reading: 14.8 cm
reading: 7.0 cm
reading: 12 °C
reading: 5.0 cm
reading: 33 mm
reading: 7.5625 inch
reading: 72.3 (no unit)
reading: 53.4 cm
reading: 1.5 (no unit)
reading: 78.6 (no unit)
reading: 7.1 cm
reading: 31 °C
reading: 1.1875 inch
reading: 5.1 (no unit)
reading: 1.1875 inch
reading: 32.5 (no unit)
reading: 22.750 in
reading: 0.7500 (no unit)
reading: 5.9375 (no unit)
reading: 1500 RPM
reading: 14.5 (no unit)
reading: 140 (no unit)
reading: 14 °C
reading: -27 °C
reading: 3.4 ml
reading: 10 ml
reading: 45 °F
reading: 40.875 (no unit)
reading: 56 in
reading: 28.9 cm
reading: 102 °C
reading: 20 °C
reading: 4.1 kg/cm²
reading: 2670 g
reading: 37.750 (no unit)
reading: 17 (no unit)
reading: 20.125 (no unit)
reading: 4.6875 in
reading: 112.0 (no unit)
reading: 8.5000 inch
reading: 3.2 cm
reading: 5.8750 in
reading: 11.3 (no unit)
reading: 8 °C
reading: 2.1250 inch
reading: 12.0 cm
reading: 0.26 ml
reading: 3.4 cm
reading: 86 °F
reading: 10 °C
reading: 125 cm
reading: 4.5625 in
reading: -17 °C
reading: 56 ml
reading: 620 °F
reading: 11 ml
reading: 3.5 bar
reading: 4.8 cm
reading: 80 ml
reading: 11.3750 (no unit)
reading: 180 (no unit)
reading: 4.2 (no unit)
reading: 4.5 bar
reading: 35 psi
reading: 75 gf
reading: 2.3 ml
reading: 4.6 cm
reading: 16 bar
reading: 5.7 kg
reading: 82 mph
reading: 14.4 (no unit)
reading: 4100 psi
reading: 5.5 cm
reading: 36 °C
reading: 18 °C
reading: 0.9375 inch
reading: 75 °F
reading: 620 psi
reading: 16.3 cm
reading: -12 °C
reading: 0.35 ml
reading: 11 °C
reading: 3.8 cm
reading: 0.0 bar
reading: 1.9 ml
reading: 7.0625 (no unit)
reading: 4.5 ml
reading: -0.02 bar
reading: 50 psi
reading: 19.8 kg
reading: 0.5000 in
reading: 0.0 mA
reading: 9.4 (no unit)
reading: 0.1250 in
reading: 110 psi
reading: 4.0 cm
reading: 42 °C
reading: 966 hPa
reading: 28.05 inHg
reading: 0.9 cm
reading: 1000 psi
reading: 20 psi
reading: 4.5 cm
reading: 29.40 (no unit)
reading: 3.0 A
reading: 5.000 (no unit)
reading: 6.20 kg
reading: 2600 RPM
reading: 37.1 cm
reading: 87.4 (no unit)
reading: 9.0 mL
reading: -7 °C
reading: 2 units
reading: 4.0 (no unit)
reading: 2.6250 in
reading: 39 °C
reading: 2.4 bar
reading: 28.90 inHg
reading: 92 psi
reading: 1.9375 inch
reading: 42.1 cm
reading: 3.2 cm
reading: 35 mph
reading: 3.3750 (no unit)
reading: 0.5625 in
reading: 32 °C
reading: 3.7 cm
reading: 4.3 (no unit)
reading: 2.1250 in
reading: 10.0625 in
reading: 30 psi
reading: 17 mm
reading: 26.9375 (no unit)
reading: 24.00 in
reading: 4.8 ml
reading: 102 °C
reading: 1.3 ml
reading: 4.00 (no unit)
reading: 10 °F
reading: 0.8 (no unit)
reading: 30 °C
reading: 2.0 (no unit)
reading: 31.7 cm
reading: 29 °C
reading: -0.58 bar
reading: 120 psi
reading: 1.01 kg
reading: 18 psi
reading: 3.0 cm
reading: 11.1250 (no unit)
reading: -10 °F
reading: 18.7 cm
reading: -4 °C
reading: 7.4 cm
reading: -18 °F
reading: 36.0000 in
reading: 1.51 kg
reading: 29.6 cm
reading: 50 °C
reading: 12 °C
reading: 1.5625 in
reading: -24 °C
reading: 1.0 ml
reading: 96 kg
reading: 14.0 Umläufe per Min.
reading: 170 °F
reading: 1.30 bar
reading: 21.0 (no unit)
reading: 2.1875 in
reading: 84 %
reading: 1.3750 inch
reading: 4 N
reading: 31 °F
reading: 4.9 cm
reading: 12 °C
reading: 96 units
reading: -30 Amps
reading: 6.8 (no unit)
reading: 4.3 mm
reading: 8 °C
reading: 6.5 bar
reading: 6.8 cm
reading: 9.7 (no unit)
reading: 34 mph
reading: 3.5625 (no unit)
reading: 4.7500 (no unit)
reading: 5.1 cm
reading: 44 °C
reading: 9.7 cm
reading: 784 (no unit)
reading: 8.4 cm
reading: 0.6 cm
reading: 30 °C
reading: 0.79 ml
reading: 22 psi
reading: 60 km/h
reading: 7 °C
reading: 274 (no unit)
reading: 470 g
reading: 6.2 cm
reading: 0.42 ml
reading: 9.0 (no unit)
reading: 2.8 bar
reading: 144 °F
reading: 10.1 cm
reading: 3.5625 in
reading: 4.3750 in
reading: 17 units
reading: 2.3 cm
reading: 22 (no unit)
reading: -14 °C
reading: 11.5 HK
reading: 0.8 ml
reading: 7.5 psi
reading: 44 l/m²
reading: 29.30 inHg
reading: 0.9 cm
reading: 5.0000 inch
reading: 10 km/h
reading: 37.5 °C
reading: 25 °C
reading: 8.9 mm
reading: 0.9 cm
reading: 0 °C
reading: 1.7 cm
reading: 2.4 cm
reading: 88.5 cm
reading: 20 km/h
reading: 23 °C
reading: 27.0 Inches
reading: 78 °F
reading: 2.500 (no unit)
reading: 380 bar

Problem requirements:
What you write must be the entries restated word for word, from the opening line through the one holding "reading: 4.6875 in", with nothing else.

Answer below:
reading: 14.8 cm
reading: 7.0 cm
reading: 12 °C
reading: 5.0 cm
reading: 33 mm
reading: 7.5625 inch
reading: 72.3 (no unit)
reading: 53.4 cm
reading: 1.5 (no unit)
reading: 78.6 (no unit)
reading: 7.1 cm
reading: 31 °C
reading: 1.1875 inch
reading: 5.1 (no unit)
reading: 1.1875 inch
reading: 32.5 (no unit)
reading: 22.750 in
reading: 0.7500 (no unit)
reading: 5.9375 (no unit)
reading: 1500 RPM
reading: 14.5 (no unit)
reading: 140 (no unit)
reading: 14 °C
reading: -27 °C
reading: 3.4 ml
reading: 10 ml
reading: 45 °F
reading: 40.875 (no unit)
reading: 56 in
reading: 28.9 cm
reading: 102 °C
reading: 20 °C
reading: 4.1 kg/cm²
reading: 2670 g
reading: 37.750 (no unit)
reading: 17 (no unit)
reading: 20.125 (no unit)
reading: 4.6875 in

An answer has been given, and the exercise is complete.